Professor Haseler is a persistent critic of the British political system. His perspectives on the matter of the British constitution are contained in his latest book, Broken Kingdom: Replacing the Westminster Establishment with a Federal Constitution.
In the view of Professor Haseler, the Scottish referendum presented “a wake-up call for the whole Westminster political class and its antiquated ‘Ancien Regime’ of a constitution”. In his book, Stephen Haseler looks at the deep historical origins of the political crisis – the Scottish question, an English parliament, what role for the rest of the UK, including London, and, of course, membership of the EU. This crisis is one about which he argues “our ruling class has been ‘auditioning for’ for decades”. He accuses the whole of the Westminster class and system of government of being “remote and arrogant”. With its unwritten constitution, it is a failed system.
Professor Haseler argues that “Britain cannot remain, like Saudi Arabia, one of the very few countries in the world without a written constitution. In a new federal constitutional settlement there should be no sacred cows. All our ‘ancien regime’ institutions need to be re-examined and, if necessary, radically reformed or abolished altogether”.
His own programme of modernisation would include “abolishing the unelected House of Lords, reducing the bloated House of Commons, dis-establishing the Monarchy (before Charles III takes over), abolishing the Privy Council and removing the Bishops from the Upper House”. To the latter could be added the dis-establishment of the Church of England. He would also introduce “re-call and term limits for Members of the new Parliament”.
Stephen Haseler’s basic premise is that “if we avoid fundamental constitutional change the union will break-up within the next few years”. He suggests that a “new written constitution will allow us to finally break with our dismal past and start again. It would be an act of renewal”.
The provision of a new written constitution for the United Kingdom would negate any comparisons of the UK with an anachronistic kingdom like Saudi Arabia. Indeed, it would place the UK in the forefront of modern, democratic states that took seriously the situation and circumstances of the contemporary world and the welfare of its own peoples.

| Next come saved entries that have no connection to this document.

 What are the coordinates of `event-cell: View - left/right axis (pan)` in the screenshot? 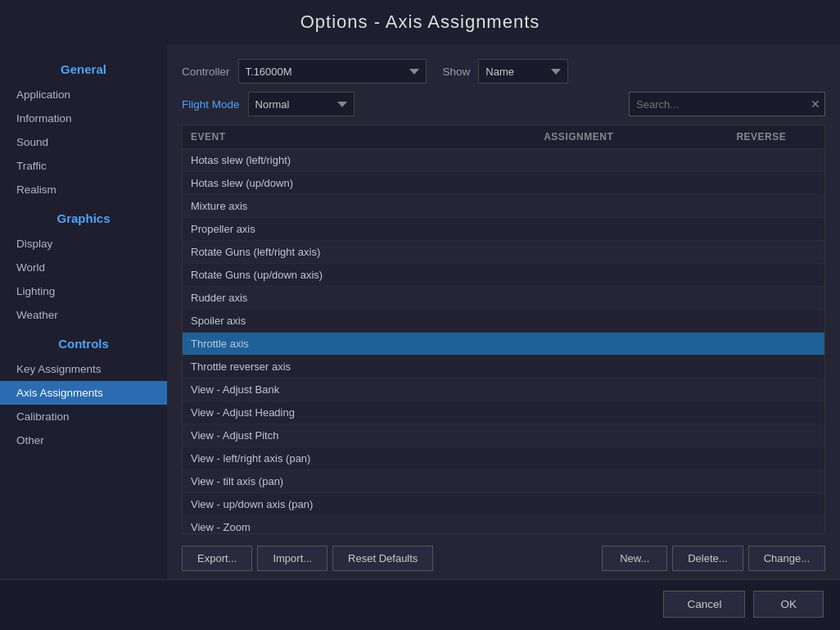 It's located at (359, 459).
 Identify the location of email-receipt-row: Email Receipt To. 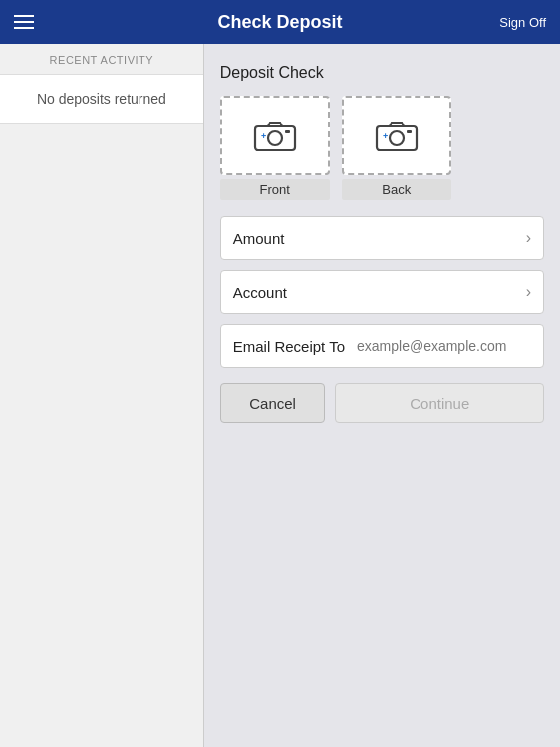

Without such a new written constitution, the UK as we know it may be in its final years.
RSC

About stewculbard

I am a retired secondary school teacher of Humanities, having spent a major portion of my working life as a Minister of Religion with the Baptist denomination. I would now describe myself as a secular humanist and a socialist. I am married to Vicky and we have three children - two sons and a married daughter - all of whom are in their thirties. Formerly of Melbourne, Australia, we are all now living in England. My academic studies have been undertaken in Australia, the UK and the USA. I have a doctorate in religious studies from the San Francisco Theological Seminary. In retirement I enjoy reading, listening to classical music and writing. I am a member of Republic, Sea of Faith, Dignity in Dying Campaign and the National Secular Society. As well, I have a subscription to a number of cultural and political associations, including Amnesty International and, as a committed European, The Federal Trust.